Common Forecasting Mistakes Multi-Location Restaurants Should Avoid
- One forecast model for all stores
- Each location has different demand patterns. Your tool should support location-specific behavior.
- Ignoring channel mix changes
- Delivery-heavy stores forecast differently than dine-in heavy stores.
- Treating the forecast like a report instead of a plan
- If it doesn’t change staffing, prep, or purchasing, it’s not doing its job.
- Not measuring forecast accuracy consistently
- Accuracy improves when you track it weekly and fix the drivers.
- Overcomplicating the workflow
- If managers cannot do it quickly, adoption will drop.
FAQ: Best Restaurant Forecasting Software for Multi-Location
What is the best restaurant forecasting software for multi-location brands?
The best option depends on your primary goal. If you want forecasting that supports consistent execution and revenue outcomes across locations, RevMenue is a strong fit. If your goal is labor scheduling driven by forecasted sales, 7shifts is a common choice.

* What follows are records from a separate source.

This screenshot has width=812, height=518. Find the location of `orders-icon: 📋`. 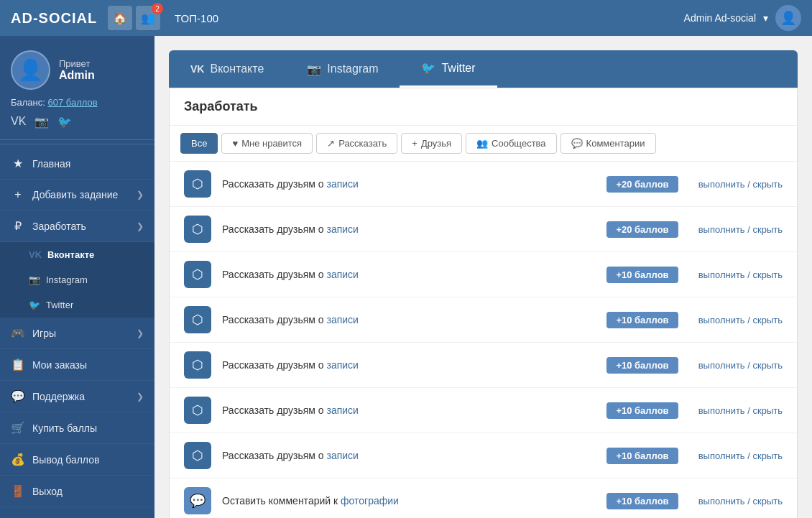

orders-icon: 📋 is located at coordinates (18, 365).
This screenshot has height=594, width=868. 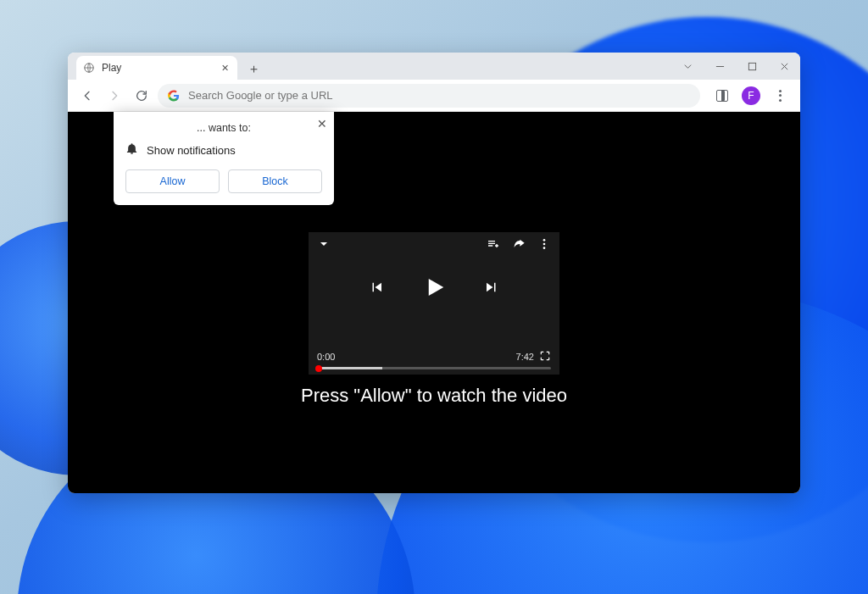 What do you see at coordinates (275, 181) in the screenshot?
I see `block-button: Block` at bounding box center [275, 181].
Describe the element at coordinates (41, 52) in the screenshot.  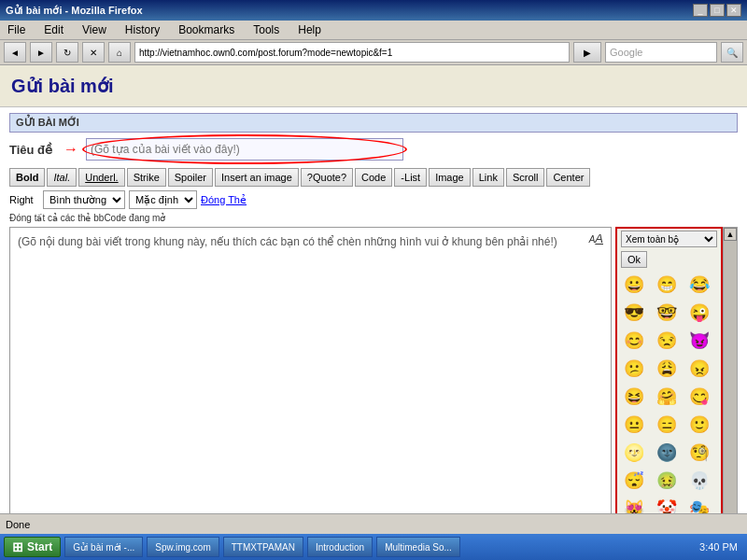
I see `forward-btn: ►` at that location.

What should multi-location restaurant forecasting software include?
At minimum, look for:
- Store-level forecasts with rollups
- Daypart and channel breakdowns
- Forecast vs actual variance tracking
- POS integrations
- Labor planning support
Can POS systems do forecasting well on their own?
Some POS systems offer solid reporting that helps with forecasting, especially if you want everything in one ecosystem. However, many multi-location operators use specialized tools when they need deeper forecasting, labor planning, and variance workflows.

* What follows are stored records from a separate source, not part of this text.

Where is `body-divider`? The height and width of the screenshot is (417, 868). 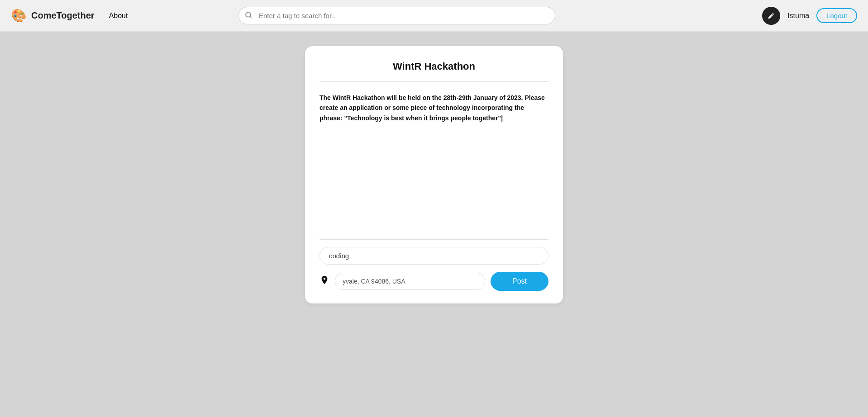
body-divider is located at coordinates (434, 240).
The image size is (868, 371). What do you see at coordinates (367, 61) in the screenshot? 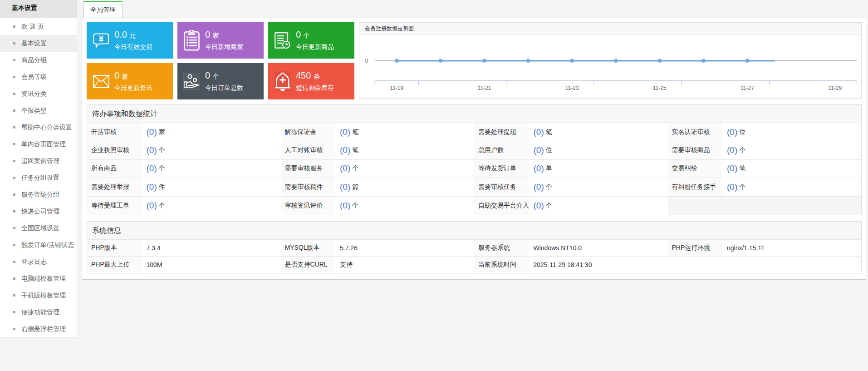
I see `svg-text: 0` at bounding box center [367, 61].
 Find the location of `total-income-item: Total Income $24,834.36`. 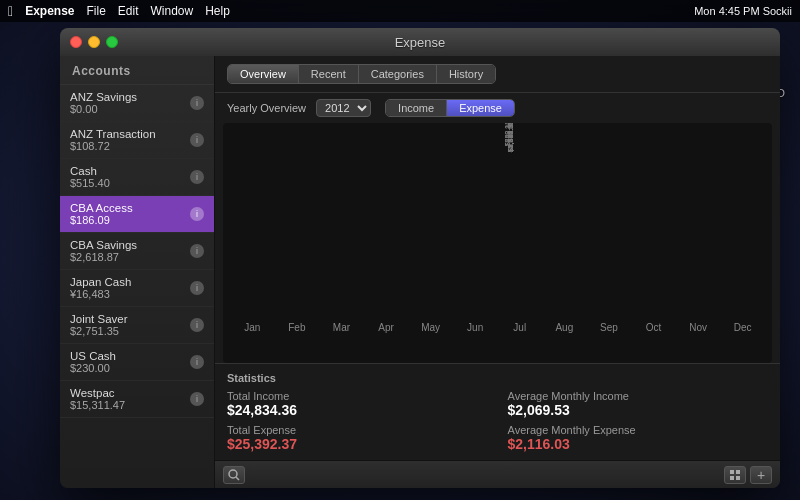

total-income-item: Total Income $24,834.36 is located at coordinates (358, 404).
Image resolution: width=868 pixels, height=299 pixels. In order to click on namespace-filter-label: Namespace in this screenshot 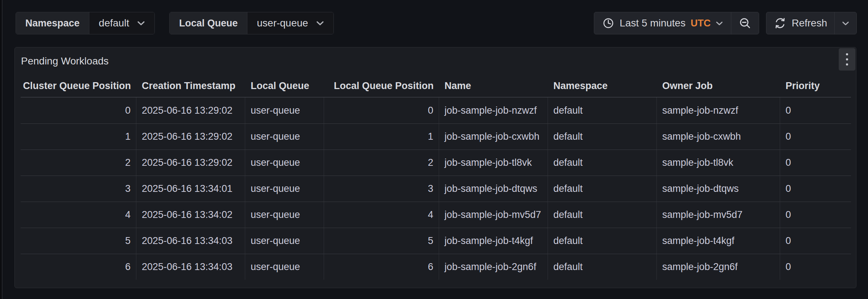, I will do `click(53, 23)`.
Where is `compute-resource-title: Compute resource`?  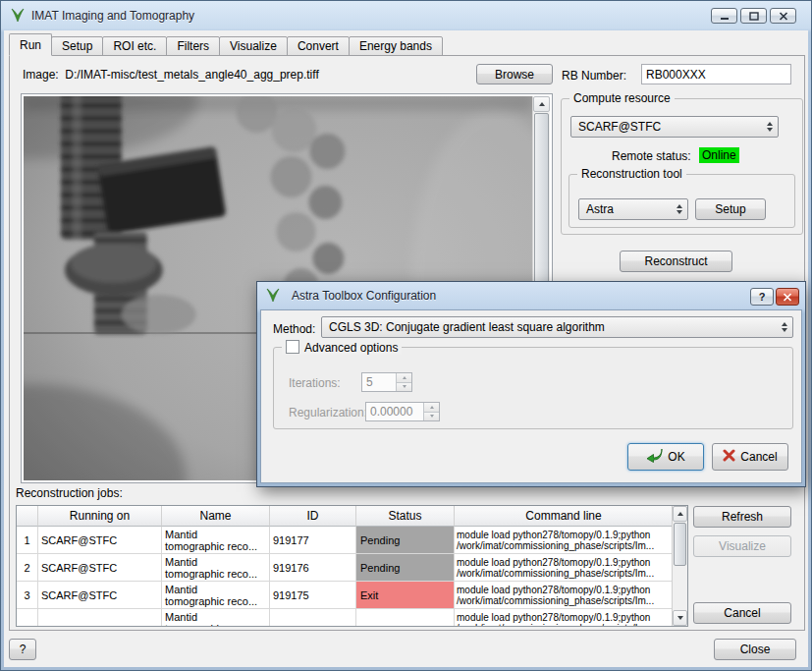 compute-resource-title: Compute resource is located at coordinates (623, 98).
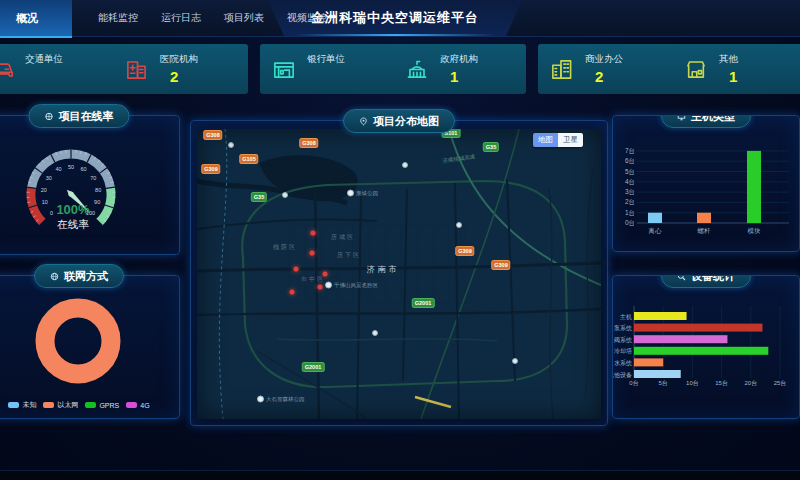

How far ahead should restaurants forecast?
Most operators forecast at multiple horizons:
- Daily and weekly for labor and ordering
- Monthly for budgeting and purchasing planning
- Quarterly for higher-level targets and seasonal strategy
Your software should support at least weekly forecasting with easy updates.
How do you improve forecast accuracy across multiple locations?
Improve accuracy by:
- Forecasting at the store level, not just company-wide
- Separating dayparts and channels
- Tracking forecast vs actual weekly
- Logging key drivers like promos, holidays, weather, and local events
- Standardizing the process so every store follows the same workflow
Is forecasting software worth it for small multi-unit operators?
Yes, especially once you hit 3 to 5 locations. That is usually where spreadsheets stop scaling and labor and purchasing mistakes start compounding. The right tool pays for itself through lower waste, tighter labor, and fewer operational surprises.